Agriculture 4.0
Discussion
Samuel Oslund, Severine Fleming, et. al. on The digital economy and AG 4.0:
"The environmental, social, and economic unsustainability of the current industrial agriculture system have long been critiqued by movements working to transform food systems. As the COVID-19 pandemic shifts, the timing and priorities of groups responding to the UN Food Systems Summit (FSS) are all the more pressing given how the ongoing health crisis has exacerbated already precarious global food systems. Calls for a just, sustainable recovery are increasing and agriculture is at the top of many agendas as a key part of transition strategies. Indeed there is a growing acknowledgement of the transformative potential of farming and the role it can play in realizing many of the Sustainable Development Goals set out by the UN (FAO, 2019).

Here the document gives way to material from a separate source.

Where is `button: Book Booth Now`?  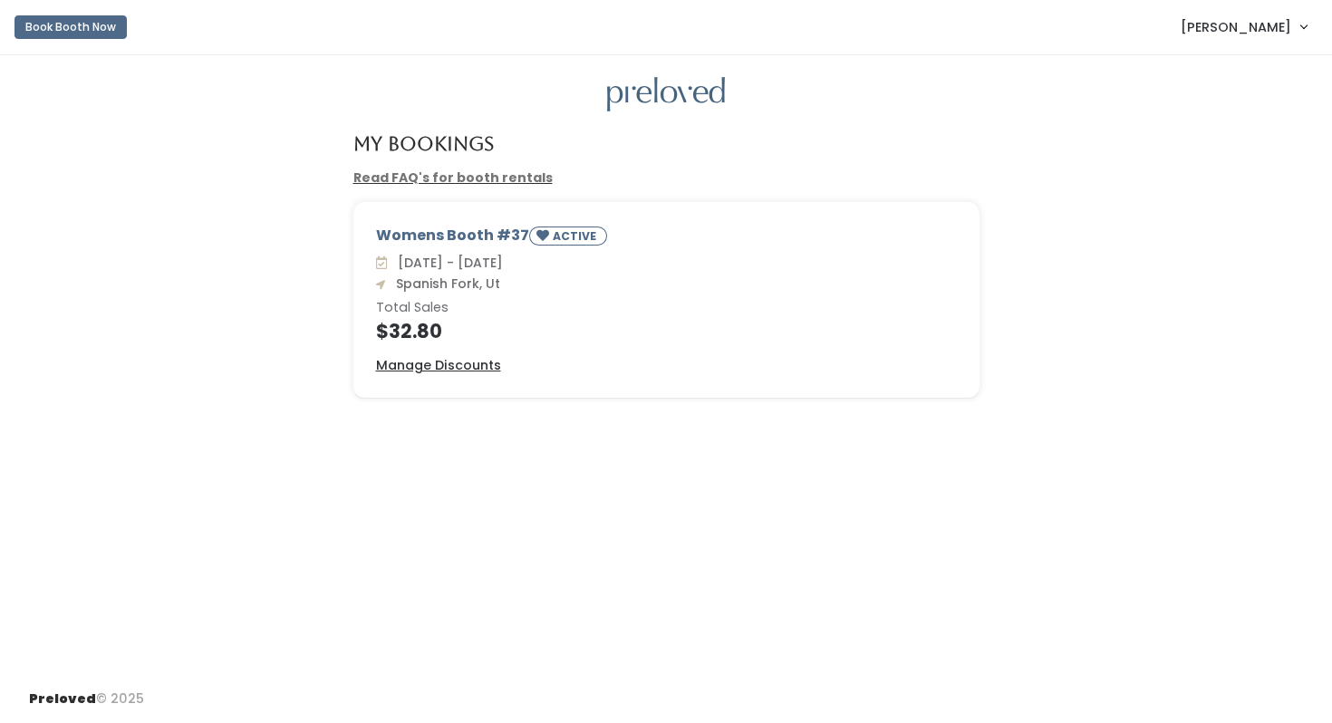
button: Book Booth Now is located at coordinates (71, 27).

In the lead up to the FSS, the rhetoric of sustainability, innovation and food security have been the watchwords of state, institutional and industry leaders. Although these priorities appear to align with calls for systemic change, civil society and peasant organizations across the world have highlighted that the vision for the future of farming emerging from the FSS continues the legacy of market priorities, corporate consolidation, and industry-led technological solutions that have brought us to the current crises. Notably, agricultural innovation and technology have moved to the forefront of discussions. Speaking on a panel of experts, the Director-General of the UN Food and Agriculture Organization suggested that the work of the FAO is to rapidly scale out the digitalization of agriculture (FAO, 2021).

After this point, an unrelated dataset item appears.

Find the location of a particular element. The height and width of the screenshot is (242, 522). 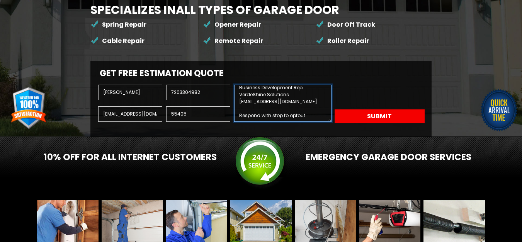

This is a position which mirrors that of institutions and private organizations, such as The Bill and Melinda Gates Foundation, that have set a target to bring half of all smallholder farmers onto digital platforms within a decade. Described as digital agriculture, this emerging innovation falls under the broad umbrella of what has been called the 4th agricultural revolution by the World Economic Forum, or AG 4.0 (Klerkx et al., 2019). From big data and precision farming to robotics and biotechnology, AG 4.0 technologies have been increasingly embraced by government, institutions and industry as a panacea for addressing issues stemming from the current industrial food system.

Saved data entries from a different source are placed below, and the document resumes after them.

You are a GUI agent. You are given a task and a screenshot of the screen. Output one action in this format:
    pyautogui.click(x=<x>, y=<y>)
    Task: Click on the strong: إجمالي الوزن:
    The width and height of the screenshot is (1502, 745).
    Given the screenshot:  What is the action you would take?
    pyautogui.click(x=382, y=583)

The promises made for AG 4.0 are that increases in efficiency through digital innovation and technology will reduce chemical usage, offer labor-saving technologies, improve supply chains and stave off environmental damage, all while feeding the growing world population and strengthening the global economy. But with the longstanding trend of industrial technology leading to increased scale and consolidation of the food system, proponents of AG 4.0 fail to critically assess the ramifications these technologies will have on the majority of food producers. By aggravating issues related to data access and privacy, loss of work through automation, erasure of traditional knowledge, and forced migration to urban centers, AG 4.0 threatens to further centralize the food system under a new biodigital hegemony (IPES-Food & ETC Group, 2021)."